■ **RECORD EXCERPTS**
-----

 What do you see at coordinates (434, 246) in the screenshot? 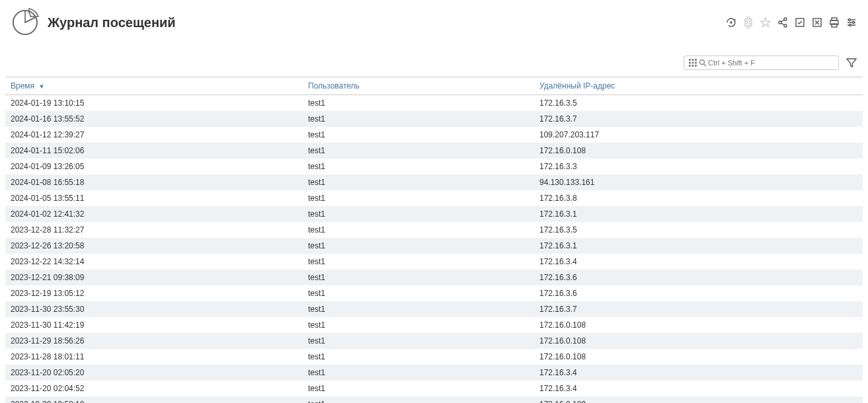
I see `table-row: 2023-12-26 13:20:58test1172.16.3.1` at bounding box center [434, 246].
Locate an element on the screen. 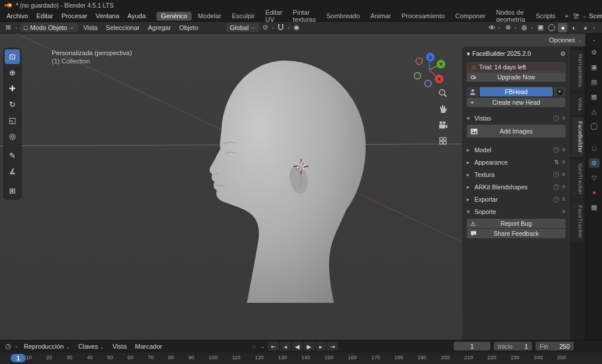 This screenshot has height=364, width=602. timeline-ruler: 1 10203040506070809010011012013014015016… is located at coordinates (301, 358).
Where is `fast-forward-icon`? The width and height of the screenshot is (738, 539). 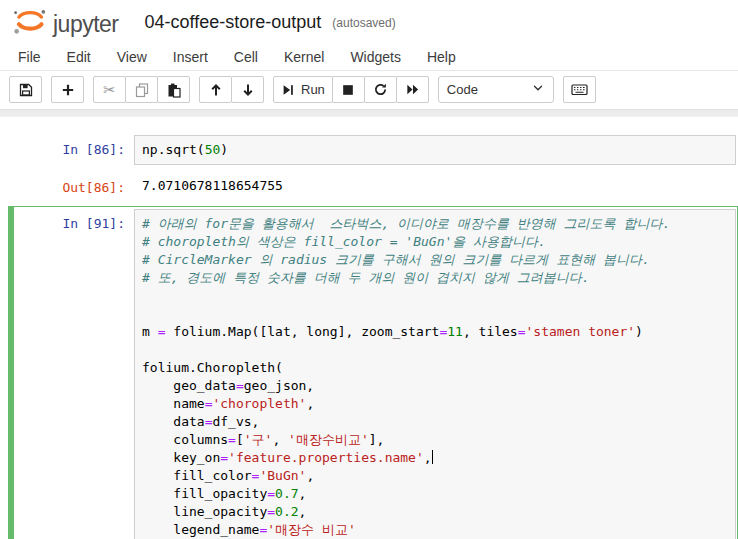
fast-forward-icon is located at coordinates (412, 90).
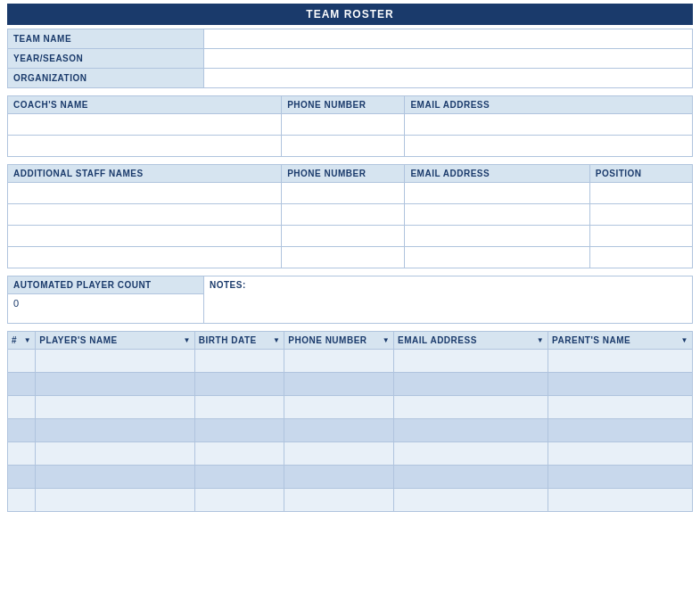 This screenshot has width=700, height=594. I want to click on team-info-label: YEAR/SEASON, so click(106, 59).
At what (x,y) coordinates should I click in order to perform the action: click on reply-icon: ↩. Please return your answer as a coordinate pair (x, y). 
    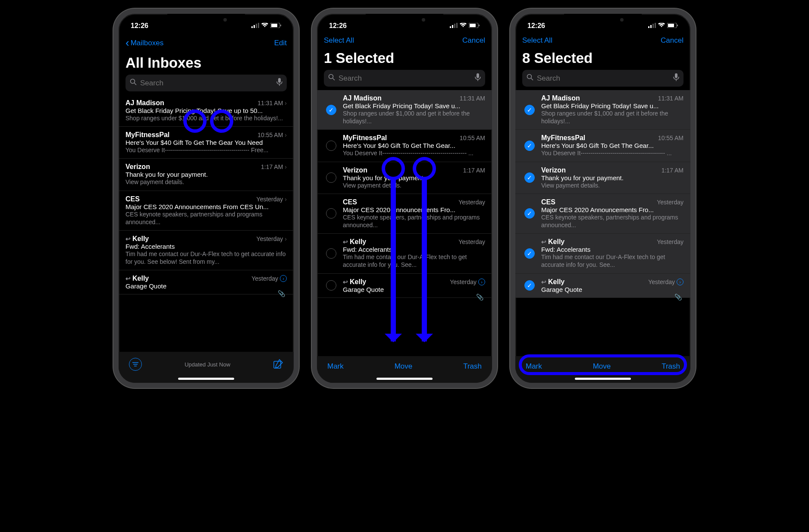
    Looking at the image, I should click on (544, 242).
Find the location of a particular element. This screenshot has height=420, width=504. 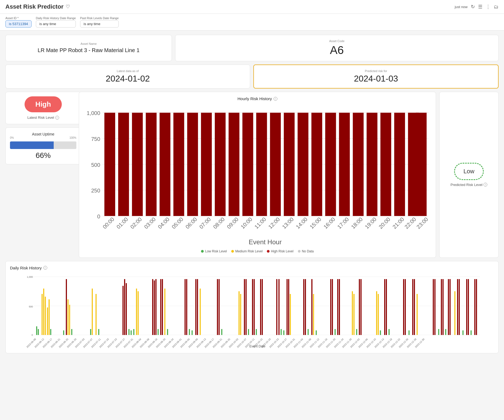

svg-text: 04:00 is located at coordinates (164, 223).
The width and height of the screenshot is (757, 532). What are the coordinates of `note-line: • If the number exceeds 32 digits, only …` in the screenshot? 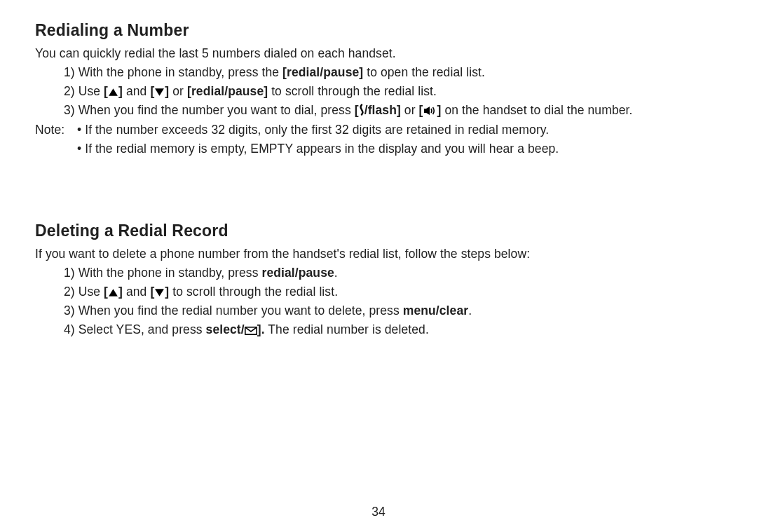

-----

■ **WHAT THE EXERCISE ASKS**
Nothing but the lines from the line with "is (738, 539)." through the last line of the data above should be printed, exactly as written and without pictures.

■ **RESULT OF THIS TASK**
Where is `fast-forward-icon`? The width and height of the screenshot is (738, 539). 
fast-forward-icon is located at coordinates (412, 90).
 This screenshot has width=700, height=594. I want to click on team-info-label: YEAR/SEASON, so click(106, 59).
At what (x,y) coordinates should I click in order to perform the action: click on reply-icon: ↩. Please return your answer as a coordinate pair (x, y). 
    Looking at the image, I should click on (544, 242).
Find the location of a particular element. This screenshot has height=420, width=504. 

svg-text: 04:00 is located at coordinates (164, 223).
The width and height of the screenshot is (757, 532). What are the coordinates of `note-line: • If the number exceeds 32 digits, only …` in the screenshot? 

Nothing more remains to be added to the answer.